The UK Drill Project is a cabaret show that celebrates greed, criminality and drug-taking among black males in London. It opens with a septet of masked performers, sheathed in dark Lycra, singing a rhythmic poem while pretending to fire guns and stab people with knives. These sad young rappers are desperate to look scary because they’re scared themselves. And though they claim to be artists, their purpose in writing ‘drill’ songs and posting videos online is to protect their drug profits and to intimidate rival gangs.
Musically, they lack accomplishment. They can’t play instruments and appear to own none. Harmony and melody are alien to them. One of the rappers successfully coaxes a beat from an orange drum that looks like an oversize basketball but this is a rather modest achievement. A small child can tap out a rhythm. As can a woodpecker. Creatively they focus on writing lyrics about their feuds with other gangs, and their impenetrable street jargon needs to be translated. This lands them in trouble. A character called TJ is arrested on suspicion of murder, and a Scotland Yard etymologist interprets his lyrics in a prejudicial manner. TJ raps about attacking an ‘opps’ (opponent) with a ‘wap’ (weapon), which he uses to stab his victim in the ‘dome’ (head). What do these words prove? Only that TJ has pugilistic ambitions. The lyrics don’t connect him to a specific offence, and yet TJ is found guilty in court with no supporting forensic evidence whatsoever.

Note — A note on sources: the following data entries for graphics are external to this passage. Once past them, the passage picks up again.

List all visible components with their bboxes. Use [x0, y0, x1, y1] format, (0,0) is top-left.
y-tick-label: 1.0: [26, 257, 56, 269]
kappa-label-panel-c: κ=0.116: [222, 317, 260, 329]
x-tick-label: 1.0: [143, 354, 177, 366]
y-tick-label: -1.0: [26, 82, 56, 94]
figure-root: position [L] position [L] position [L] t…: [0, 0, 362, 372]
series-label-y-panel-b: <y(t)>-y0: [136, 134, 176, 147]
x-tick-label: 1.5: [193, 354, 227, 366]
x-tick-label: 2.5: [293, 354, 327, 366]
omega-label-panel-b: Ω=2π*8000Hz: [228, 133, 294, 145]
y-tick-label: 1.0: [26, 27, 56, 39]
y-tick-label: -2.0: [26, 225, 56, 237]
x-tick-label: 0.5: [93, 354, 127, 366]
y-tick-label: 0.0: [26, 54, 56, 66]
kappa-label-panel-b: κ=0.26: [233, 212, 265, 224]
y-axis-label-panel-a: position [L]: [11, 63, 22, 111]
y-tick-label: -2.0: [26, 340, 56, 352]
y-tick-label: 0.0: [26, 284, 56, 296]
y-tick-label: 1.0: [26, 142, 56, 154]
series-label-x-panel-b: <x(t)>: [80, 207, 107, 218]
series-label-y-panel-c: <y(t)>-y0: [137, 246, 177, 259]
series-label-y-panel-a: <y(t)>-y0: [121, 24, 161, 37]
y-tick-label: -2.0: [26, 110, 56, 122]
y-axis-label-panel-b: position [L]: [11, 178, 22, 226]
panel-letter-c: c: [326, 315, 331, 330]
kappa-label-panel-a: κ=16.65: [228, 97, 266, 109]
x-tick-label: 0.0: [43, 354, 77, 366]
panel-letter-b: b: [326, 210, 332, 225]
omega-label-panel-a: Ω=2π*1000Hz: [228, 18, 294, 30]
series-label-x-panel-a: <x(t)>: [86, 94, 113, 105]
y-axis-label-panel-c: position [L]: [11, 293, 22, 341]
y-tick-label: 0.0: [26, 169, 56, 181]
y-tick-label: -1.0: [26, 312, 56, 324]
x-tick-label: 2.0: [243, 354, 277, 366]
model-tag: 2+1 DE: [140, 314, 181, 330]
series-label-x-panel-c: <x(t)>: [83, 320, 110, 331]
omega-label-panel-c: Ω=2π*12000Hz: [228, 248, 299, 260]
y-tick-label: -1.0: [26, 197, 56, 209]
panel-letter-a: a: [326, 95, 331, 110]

According to the script, several convictions have been secured on this questionable basis. Which is alarming. Such a flimsy verdict should be overturned on appeal. Other aspects of his case ring false. He doesn’t have a solicitor. And he’s visited alone in his prison cell by two bullying detectives who make no record of the interrogation. It sounds absurd. The show’s tiresome, slapdash composition makes it hard to sympathise with the plight of these drill drop-outs. Multiple storylines are picked up and discarded at random. Incessant music obscures the dialogue. Off-stage voices make allegations about prejudice while actors perform scenes that bear no relation to the allegations.

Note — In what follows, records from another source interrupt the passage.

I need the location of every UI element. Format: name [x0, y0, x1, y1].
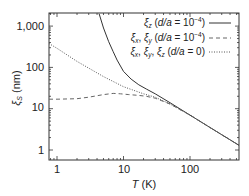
legend-entry-solid: ξz (d/a = 10−4): [144, 16, 231, 29]
x-tick-100: 100: [181, 163, 199, 175]
x-tick-1: 1: [54, 163, 60, 175]
legend-entry-dashed: ξx, ξy (d/a = 10−4): [131, 31, 231, 45]
correlation-length-chart: 1 10 100 1,000 1 10 100 T (K) ξS (nm) ξz…: [0, 0, 249, 196]
svg-text:ξz (d/a = 10−4): ξz (d/a = 10−4): [144, 16, 205, 29]
y-tick-1: 1: [38, 144, 44, 156]
svg-text:ξx, ξy (d/a = 10−4): ξx, ξy (d/a = 10−4): [131, 31, 205, 45]
legend: ξz (d/a = 10−4) ξx, ξy (d/a = 10−4) ξx, …: [130, 16, 231, 59]
svg-text:ξx, ξy, ξz (d/a = 0): ξx, ξy, ξz (d/a = 0): [130, 46, 205, 59]
y-tick-10: 10: [32, 101, 44, 113]
y-axis-label: ξS (nm): [10, 70, 23, 105]
series-xi-xy-dashed: [49, 93, 239, 145]
x-tick-10: 10: [118, 163, 130, 175]
y-tick-100: 100: [26, 61, 44, 73]
series-xi-xyz-dotted: [49, 44, 239, 146]
y-tick-1000: 1,000: [16, 20, 44, 32]
legend-entry-dotted: ξx, ξy, ξz (d/a = 0): [130, 46, 231, 59]
x-tick-labels: 1 10 100: [54, 163, 199, 175]
x-axis-label: T (K): [132, 178, 156, 190]
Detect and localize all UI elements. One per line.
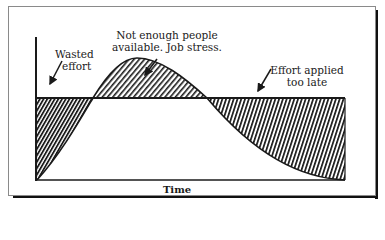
x-axis-label: Time — [152, 184, 202, 196]
late-effort-label: Effort applied too late — [264, 64, 350, 88]
late-effort-line1: Effort applied — [264, 64, 350, 76]
wasted-effort-label: Wasted effort — [55, 48, 94, 72]
late-effort-line2: too late — [264, 76, 350, 88]
wasted-effort-line2: effort — [55, 60, 94, 72]
shortage-line2: available. Job stress. — [112, 41, 222, 53]
shortage-label: Not enough people available. Job stress. — [112, 29, 222, 53]
wasted-effort-line1: Wasted — [55, 48, 94, 60]
shortage-line1: Not enough people — [112, 29, 222, 41]
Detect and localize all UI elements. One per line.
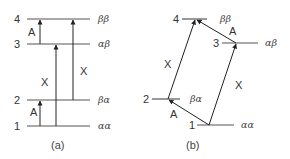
- caption-a: (a): [51, 139, 64, 151]
- level-2-number: 2: [14, 94, 20, 106]
- level-2-state: βα: [189, 93, 202, 104]
- caption-b: (b): [186, 139, 199, 151]
- level-4-state: ββ: [219, 13, 231, 24]
- level-4-state: ββ: [97, 13, 109, 24]
- transition-x-1-3-label: X: [41, 76, 49, 88]
- diagram-a: 4 3 2 1 ββ αβ βα αα A X X A (a): [14, 13, 111, 151]
- transition-x-1-3-arrow: [209, 44, 236, 125]
- transition-a-1-2-label: A: [30, 106, 38, 118]
- transition-x-1-3-label: X: [235, 79, 243, 91]
- energy-level-diagrams: 4 3 2 1 ββ αβ βα αα A X X A (a) 4 3 2 1 …: [0, 0, 290, 159]
- transition-a-3-4-label: A: [28, 26, 36, 38]
- transition-x-2-4-label: X: [80, 65, 88, 77]
- diagram-b: 4 3 2 1 ββ αβ βα αα X X A A (b): [143, 13, 277, 151]
- level-3-number: 3: [213, 37, 219, 49]
- transition-a-3-4-label: A: [229, 25, 237, 37]
- level-1-number: 1: [189, 119, 195, 131]
- level-2-number: 2: [143, 93, 149, 105]
- transition-x-2-4-label: X: [164, 58, 172, 70]
- level-3-state: αβ: [265, 37, 277, 48]
- level-3-state: αβ: [98, 38, 110, 49]
- level-4-number: 4: [14, 13, 20, 25]
- level-1-state: αα: [241, 119, 254, 130]
- transition-a-1-2-label: A: [170, 108, 178, 120]
- level-1-state: αα: [98, 120, 111, 131]
- level-4-number: 4: [173, 13, 179, 25]
- level-2-state: βα: [97, 94, 110, 105]
- level-3-number: 3: [14, 38, 20, 50]
- transition-x-2-4-arrow: [168, 20, 195, 99]
- level-1-number: 1: [14, 120, 20, 132]
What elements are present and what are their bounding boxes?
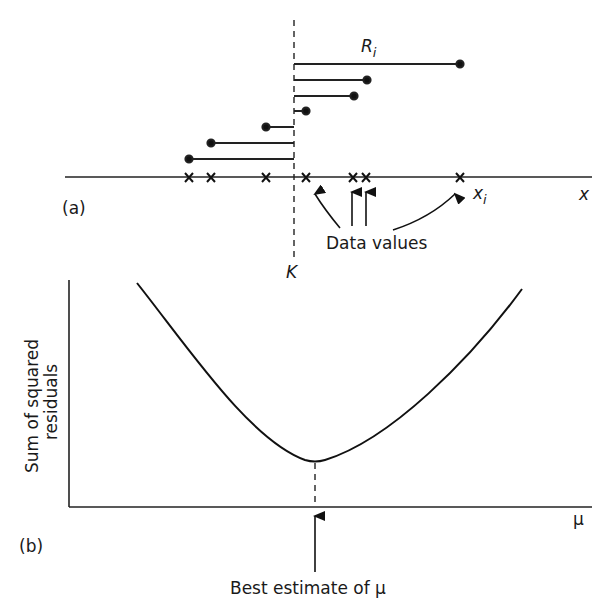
- data-values-annotation: Data values: [326, 233, 427, 253]
- data-value-arrows: [315, 192, 455, 230]
- r-i-label: Ri: [361, 36, 377, 60]
- best-estimate-annotation: Best estimate of μ: [230, 578, 386, 598]
- arrow-icon: [393, 194, 455, 230]
- x-i-label: xi: [472, 183, 487, 207]
- mu-axis-label: μ: [573, 509, 584, 529]
- y-axis-label-line1: Sum of squared: [22, 339, 42, 473]
- panel-b: Sum of squared residuals μ (b) Best esti…: [19, 280, 592, 598]
- residual-bars: [185, 60, 463, 162]
- arrow-icon: [315, 194, 340, 228]
- sum-of-squares-curve: [137, 283, 522, 462]
- panel-a-label: (a): [62, 198, 86, 218]
- panel-b-label: (b): [19, 536, 43, 556]
- figure: (a) x K Ri xi Data values Sum of squared…: [0, 0, 614, 603]
- panel-a: (a) x K Ri xi Data values: [62, 20, 592, 282]
- y-axis-label-line2: residuals: [41, 364, 61, 440]
- k-label: K: [286, 262, 299, 282]
- x-axis-label: x: [578, 184, 590, 204]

The style veers from drama, to comedy, to legal polemic, to political caricature, to solo rap performance. What is this? A hopelessly amateurish, self-indulgent muddle. An educational segment features a prisoner delivering a detailed lecture about how to refine crack on a kitchen cooker. What marvellous news for the next generation of violent pushers. They can learn their skills at the tax-funded Barbican.

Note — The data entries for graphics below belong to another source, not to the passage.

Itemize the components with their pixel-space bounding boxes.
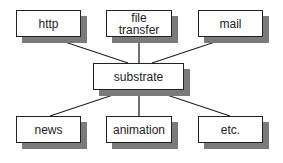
box-animation: animation: [106, 116, 172, 143]
box-news: news: [16, 116, 81, 143]
box-http: http: [16, 10, 81, 37]
box-file-transfer: file transfer: [106, 10, 172, 37]
box-mail: mail: [198, 10, 263, 37]
box-etc: etc.: [198, 116, 263, 143]
box-substrate: substrate: [93, 63, 184, 90]
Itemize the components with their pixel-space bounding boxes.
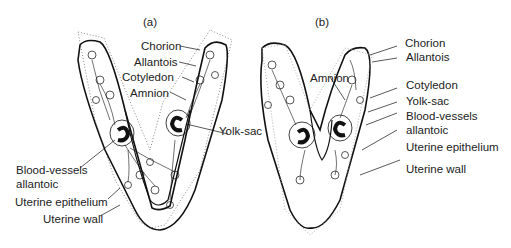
panel-a-label: (a) — [143, 16, 157, 28]
label-a-uterine-wall: Uterine wall — [43, 213, 103, 226]
label-b-allantoic: allantoic — [406, 124, 448, 137]
label-a-cotyledon: Cotyledon — [122, 71, 174, 84]
label-a-amnion: Amnion — [130, 87, 169, 100]
label-b-uterine-epithelium: Uterine epithelium — [406, 141, 499, 154]
label-a-yolk-sac: Yolk-sac — [219, 125, 262, 138]
label-b-blood-vessels: Blood-vessels — [406, 110, 478, 123]
label-b-amnion: Amnion — [310, 72, 349, 85]
label-b-chorion: Chorion — [405, 37, 445, 50]
label-b-cotyledon: Cotyledon — [406, 79, 458, 92]
label-a-chorion: Chorion — [141, 40, 181, 53]
label-a-allantoic: allantoic — [16, 178, 58, 191]
label-a-blood-vessels: Blood-vessels — [16, 164, 88, 177]
label-a-uterine-epithelium: Uterine epithelium — [15, 196, 108, 209]
label-a-allantois: Allantois — [134, 56, 177, 69]
label-b-uterine-wall: Uterine wall — [406, 163, 466, 176]
label-b-yolk-sac: Yolk-sac — [406, 95, 449, 108]
panel-b-label: (b) — [315, 16, 329, 28]
label-b-allantois: Allantois — [406, 51, 449, 64]
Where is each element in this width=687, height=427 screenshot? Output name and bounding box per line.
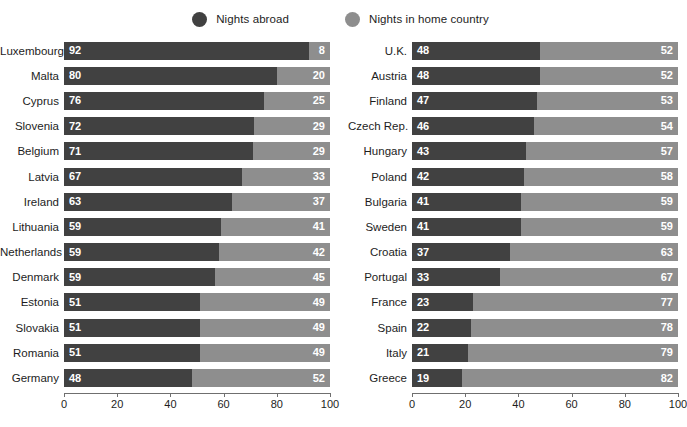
bar-value-nights-in-home-country: 20	[313, 70, 325, 81]
legend-dot-icon	[345, 12, 360, 27]
stacked-bar: 5945	[64, 268, 330, 286]
bar-value-nights-abroad: 41	[417, 196, 429, 207]
bar-row-label: Netherlands	[0, 246, 64, 258]
bar-segment-nights-in-home-country: 29	[254, 117, 330, 135]
chart-legend: Nights abroad Nights in home country	[0, 7, 681, 31]
bar-row: Malta8020	[0, 63, 341, 88]
bar-segment-nights-abroad: 37	[412, 243, 510, 261]
bar-row-label: Slovakia	[0, 322, 64, 334]
bar-row: Portugal3367	[348, 265, 681, 290]
bar-row-label: Finland	[348, 95, 412, 107]
bar-row-label: Poland	[348, 171, 412, 183]
bar-row-label: Denmark	[0, 271, 64, 283]
stacked-bar: 7625	[64, 92, 330, 110]
axis-tick	[572, 393, 573, 397]
axis-tick	[277, 393, 278, 397]
stacked-bar: 5942	[64, 243, 330, 261]
bar-row-label: Greece	[348, 372, 412, 384]
bar-segment-nights-abroad: 42	[412, 168, 524, 186]
axis-tick-label: 80	[271, 398, 283, 410]
legend-item-nights-abroad: Nights abroad	[192, 12, 289, 27]
stacked-bar: 4852	[64, 369, 330, 387]
bar-value-nights-in-home-country: 52	[661, 70, 673, 81]
stacked-bar: 4258	[412, 168, 678, 186]
bar-row: Germany4852	[0, 365, 341, 390]
bar-value-nights-abroad: 41	[417, 221, 429, 232]
bar-row-label: Estonia	[0, 296, 64, 308]
axis-tick	[465, 393, 466, 397]
chart-panel-left: Luxembourg928Malta8020Cyprus7625Slovenia…	[0, 38, 341, 415]
bar-segment-nights-abroad: 23	[412, 293, 473, 311]
axis-tick	[678, 393, 679, 397]
bar-segment-nights-in-home-country: 52	[192, 369, 330, 387]
bar-value-nights-abroad: 59	[69, 221, 81, 232]
stacked-bar: 4852	[412, 42, 678, 60]
bar-value-nights-abroad: 59	[69, 272, 81, 283]
bar-value-nights-in-home-country: 52	[313, 373, 325, 384]
bar-value-nights-abroad: 51	[69, 347, 81, 358]
bar-segment-nights-abroad: 92	[64, 42, 309, 60]
bar-segment-nights-in-home-country: 49	[200, 319, 330, 337]
axis-tick-label: 0	[409, 398, 415, 410]
bar-segment-nights-in-home-country: 54	[534, 117, 678, 135]
bar-rows: U.K.4852Austria4852Finland4753Czech Rep.…	[348, 38, 681, 391]
bar-segment-nights-in-home-country: 58	[524, 168, 678, 186]
stacked-bar: 2377	[412, 293, 678, 311]
bar-row-label: Croatia	[348, 246, 412, 258]
bar-segment-nights-in-home-country: 52	[540, 67, 678, 85]
legend-item-label: Nights in home country	[369, 13, 489, 25]
bar-value-nights-abroad: 48	[69, 373, 81, 384]
stacked-bar: 8020	[64, 67, 330, 85]
bar-segment-nights-abroad: 41	[412, 193, 521, 211]
bar-row-label: Romania	[0, 347, 64, 359]
bar-segment-nights-abroad: 59	[64, 218, 221, 236]
legend-item-nights-in-home-country: Nights in home country	[345, 12, 489, 27]
bar-row: Bulgaria4159	[348, 189, 681, 214]
stacked-bar: 3367	[412, 268, 678, 286]
bar-segment-nights-in-home-country: 8	[309, 42, 330, 60]
bar-segment-nights-in-home-country: 45	[215, 268, 330, 286]
bar-segment-nights-abroad: 76	[64, 92, 264, 110]
bar-segment-nights-in-home-country: 77	[473, 293, 678, 311]
axis-line	[412, 393, 678, 394]
bar-segment-nights-in-home-country: 52	[540, 42, 678, 60]
x-axis: 020406080100	[0, 393, 341, 415]
stacked-bar: 928	[64, 42, 330, 60]
bar-segment-nights-in-home-country: 67	[500, 268, 678, 286]
bar-value-nights-in-home-country: 67	[661, 272, 673, 283]
axis-tick-label: 0	[61, 398, 67, 410]
axis-tick-label: 80	[619, 398, 631, 410]
bar-value-nights-abroad: 51	[69, 322, 81, 333]
axis-tick-label: 100	[669, 398, 687, 410]
bar-segment-nights-abroad: 59	[64, 243, 219, 261]
bar-row: Slovenia7229	[0, 114, 341, 139]
bar-value-nights-abroad: 48	[417, 45, 429, 56]
bar-row: Italy2179	[348, 340, 681, 365]
axis-tick	[330, 393, 331, 397]
bar-row: Belgium7129	[0, 139, 341, 164]
bar-value-nights-abroad: 43	[417, 146, 429, 157]
axis-tick-label: 60	[217, 398, 229, 410]
bar-row: France2377	[348, 290, 681, 315]
bar-segment-nights-abroad: 41	[412, 218, 521, 236]
bar-value-nights-in-home-country: 79	[661, 347, 673, 358]
bar-value-nights-in-home-country: 58	[661, 171, 673, 182]
bar-segment-nights-in-home-country: 57	[526, 142, 678, 160]
bar-segment-nights-in-home-country: 25	[264, 92, 330, 110]
bar-value-nights-in-home-country: 54	[661, 121, 673, 132]
bar-segment-nights-abroad: 59	[64, 268, 215, 286]
legend-dot-icon	[192, 12, 207, 27]
bar-value-nights-abroad: 23	[417, 297, 429, 308]
bar-row-label: Spain	[348, 322, 412, 334]
bar-segment-nights-abroad: 80	[64, 67, 277, 85]
axis-tick	[170, 393, 171, 397]
bar-row-label: Latvia	[0, 171, 64, 183]
bar-segment-nights-abroad: 48	[412, 42, 540, 60]
bar-segment-nights-in-home-country: 37	[232, 193, 330, 211]
bar-value-nights-abroad: 47	[417, 95, 429, 106]
bar-row-label: Belgium	[0, 145, 64, 157]
bar-row: Estonia5149	[0, 290, 341, 315]
bar-row: Greece1982	[348, 365, 681, 390]
axis-tick	[224, 393, 225, 397]
bar-value-nights-abroad: 92	[69, 45, 81, 56]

Next, a character named V gets ready to reveal three reforms that will cut knife crime. But his speech is curtailed for some reason and he storms off, screaming like a baby. What a shame. The audience was about to hear something useful. And V’s inability to cope with this minor setback tells us a lot about his temperament: self-pitying, feeble-minded, narcissistic and spineless. It’s evident that the Barbican’s moral priorities are up the spout. On reducing knife crime, they say nothing. On making crack at home, they’re helpful and informative. The fact is that most Londoners avoid weapons and pushing drugs but their lives are too dull to catch the interest of the Barbican. But gangs of school-leavers who slice each other up on the streets are cool and sexy. Someone ought to be jailed for creating this dreary horror show. Not the rappers. The producers.
The subsidised Hampstead Theatre has a new history play about Mary Stuart’s relationship with an aristocratic supporter, James Melville. Mary herself scarcely features in the show which concentrates on Melville’s verbose tussles with two minor courtiers. The whole thing is monumentally static. Chat, chat, chat. That’s all that happens. Periodically, the characters beetle off-stage and walk back on like plaster figures chiming the hours on a clock tower.
You need to be briefed in advance about 16th-century Scottish history to make sense of this convoluted drama. And it’s out of place in Hampstead. Audiences in Edinburgh, where the script is set, would have the necessary expertise to appreciate the story.
In the closing moments, 15 rioting women appear and yell angrily at Melville. A minute later they vanish. Those poor actresses have no lines to speak, only slogans to scream. And the rules of the acting trade oblige them to spend two hours in their dressing-room at every show in return for 60 seconds on stage. The angry mob could easily have been suggested with a sound effect or a line of dialogue. And the wage bill for 15 performers comes to at least £4,500 per week – enough to fund a new fringe production from scratch. What insane profligacy. The Arts Council is burning bank notes for fun.